The official told the Ukrainian outlet Ukrayinska Pravda: "We confirm the fact of his death... He decided to move to Spain rather than remain here. What we know is that he invited his ex-spouse to join him and then he was found shot to death."

Kuzminov’s shocking operation last August came after six months of recruitment by Ukrainian military intelligence to incite a defection after he contacted the Ukrainians for help escaping his army service. After his family quietly left Russia with Ukraine’s help, Kuzminov was flying a routine supply mission between Russian bases in Ukraine – delivering spare parts for a number of jet aircraft used by both sides in the two year old war – when he crossed into Ukrainian controlled territory without alerting two fellow crew members. Upon realising the plot, Kuzminov’s crew resisted capture and attempted to flee back to Russian lines when they were killed. 
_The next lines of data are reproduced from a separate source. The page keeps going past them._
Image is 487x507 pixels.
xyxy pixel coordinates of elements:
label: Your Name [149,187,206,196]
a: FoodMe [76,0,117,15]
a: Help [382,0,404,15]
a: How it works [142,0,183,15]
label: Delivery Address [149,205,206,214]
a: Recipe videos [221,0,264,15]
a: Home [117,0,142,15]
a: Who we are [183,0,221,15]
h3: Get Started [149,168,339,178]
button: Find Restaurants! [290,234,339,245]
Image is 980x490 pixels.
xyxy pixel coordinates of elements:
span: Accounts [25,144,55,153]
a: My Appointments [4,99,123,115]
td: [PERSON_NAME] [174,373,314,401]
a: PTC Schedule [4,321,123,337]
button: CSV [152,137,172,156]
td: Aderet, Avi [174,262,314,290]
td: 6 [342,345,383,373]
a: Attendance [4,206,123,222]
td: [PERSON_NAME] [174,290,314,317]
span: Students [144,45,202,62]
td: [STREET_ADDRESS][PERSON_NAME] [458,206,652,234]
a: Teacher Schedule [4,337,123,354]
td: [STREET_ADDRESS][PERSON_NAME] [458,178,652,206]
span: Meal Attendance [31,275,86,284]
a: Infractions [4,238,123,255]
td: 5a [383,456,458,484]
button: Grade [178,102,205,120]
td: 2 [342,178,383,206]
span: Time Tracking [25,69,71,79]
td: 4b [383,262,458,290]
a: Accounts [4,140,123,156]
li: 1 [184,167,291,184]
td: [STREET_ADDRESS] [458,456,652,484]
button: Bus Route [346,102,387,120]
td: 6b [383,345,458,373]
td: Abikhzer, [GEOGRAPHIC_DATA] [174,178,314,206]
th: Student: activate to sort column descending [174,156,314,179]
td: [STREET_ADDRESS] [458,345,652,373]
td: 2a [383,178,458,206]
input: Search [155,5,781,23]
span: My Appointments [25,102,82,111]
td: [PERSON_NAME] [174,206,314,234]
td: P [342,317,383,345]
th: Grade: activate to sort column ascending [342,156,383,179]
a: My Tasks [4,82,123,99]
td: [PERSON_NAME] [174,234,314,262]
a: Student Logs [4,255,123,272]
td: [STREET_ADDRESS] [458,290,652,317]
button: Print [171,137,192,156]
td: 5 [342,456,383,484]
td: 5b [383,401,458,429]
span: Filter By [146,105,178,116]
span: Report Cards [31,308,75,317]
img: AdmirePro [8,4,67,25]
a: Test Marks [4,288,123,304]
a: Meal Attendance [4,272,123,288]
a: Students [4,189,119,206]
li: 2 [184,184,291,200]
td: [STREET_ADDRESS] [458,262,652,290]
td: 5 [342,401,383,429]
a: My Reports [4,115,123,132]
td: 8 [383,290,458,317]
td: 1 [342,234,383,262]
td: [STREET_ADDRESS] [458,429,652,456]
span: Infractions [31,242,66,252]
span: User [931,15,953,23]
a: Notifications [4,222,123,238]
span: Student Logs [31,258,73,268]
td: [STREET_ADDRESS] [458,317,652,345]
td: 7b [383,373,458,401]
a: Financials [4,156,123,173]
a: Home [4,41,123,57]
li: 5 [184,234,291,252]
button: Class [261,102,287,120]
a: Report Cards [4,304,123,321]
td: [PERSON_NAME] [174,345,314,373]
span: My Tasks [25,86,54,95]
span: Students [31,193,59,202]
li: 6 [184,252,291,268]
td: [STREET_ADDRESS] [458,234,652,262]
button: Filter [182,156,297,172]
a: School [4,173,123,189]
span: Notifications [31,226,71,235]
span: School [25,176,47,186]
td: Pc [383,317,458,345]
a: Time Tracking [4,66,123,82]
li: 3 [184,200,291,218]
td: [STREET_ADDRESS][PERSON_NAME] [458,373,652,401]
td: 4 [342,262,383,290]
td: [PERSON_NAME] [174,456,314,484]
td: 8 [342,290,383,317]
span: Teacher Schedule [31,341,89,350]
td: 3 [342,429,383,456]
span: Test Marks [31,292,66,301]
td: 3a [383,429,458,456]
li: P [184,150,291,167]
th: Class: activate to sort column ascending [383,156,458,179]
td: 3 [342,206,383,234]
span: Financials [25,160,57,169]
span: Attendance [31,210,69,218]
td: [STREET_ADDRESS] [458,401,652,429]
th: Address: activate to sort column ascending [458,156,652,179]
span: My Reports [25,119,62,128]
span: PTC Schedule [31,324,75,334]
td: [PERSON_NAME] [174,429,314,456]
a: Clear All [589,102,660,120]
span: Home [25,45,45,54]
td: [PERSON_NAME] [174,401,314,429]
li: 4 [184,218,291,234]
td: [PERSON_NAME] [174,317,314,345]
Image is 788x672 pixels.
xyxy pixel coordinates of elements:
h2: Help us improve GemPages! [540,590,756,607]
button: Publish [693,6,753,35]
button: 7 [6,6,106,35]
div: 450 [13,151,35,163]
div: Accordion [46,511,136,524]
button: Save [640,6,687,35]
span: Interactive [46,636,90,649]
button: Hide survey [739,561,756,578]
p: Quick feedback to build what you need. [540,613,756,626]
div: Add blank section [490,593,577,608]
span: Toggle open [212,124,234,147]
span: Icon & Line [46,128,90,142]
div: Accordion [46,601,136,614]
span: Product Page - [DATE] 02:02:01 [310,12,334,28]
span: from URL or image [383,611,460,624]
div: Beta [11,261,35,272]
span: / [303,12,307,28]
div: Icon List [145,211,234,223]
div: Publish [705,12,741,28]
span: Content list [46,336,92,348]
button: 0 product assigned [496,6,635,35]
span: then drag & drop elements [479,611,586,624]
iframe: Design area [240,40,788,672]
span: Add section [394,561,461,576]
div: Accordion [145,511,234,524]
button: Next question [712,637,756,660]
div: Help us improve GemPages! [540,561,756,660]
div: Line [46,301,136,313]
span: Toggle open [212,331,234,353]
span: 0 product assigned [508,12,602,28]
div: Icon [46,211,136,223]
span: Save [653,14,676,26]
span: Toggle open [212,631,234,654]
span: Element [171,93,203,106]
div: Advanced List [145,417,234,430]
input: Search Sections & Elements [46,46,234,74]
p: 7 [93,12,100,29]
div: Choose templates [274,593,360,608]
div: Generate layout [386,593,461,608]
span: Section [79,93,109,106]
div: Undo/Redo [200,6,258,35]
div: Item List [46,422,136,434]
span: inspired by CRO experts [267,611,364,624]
Spanish investigators said that Kuzminov appeared to have difficulty adjusting to life in Spain and was heavily abusing drugs and alcohol before his death.

“There had been some loud incidents, drunken confrontations but nothing was reported to the police at the time,” said the Spanish police official. “He did not keep a low profile, neighbors reported he’d spoken of his military service on several occasions. And we are investigating his recent contacts with an ex-wife or lover.”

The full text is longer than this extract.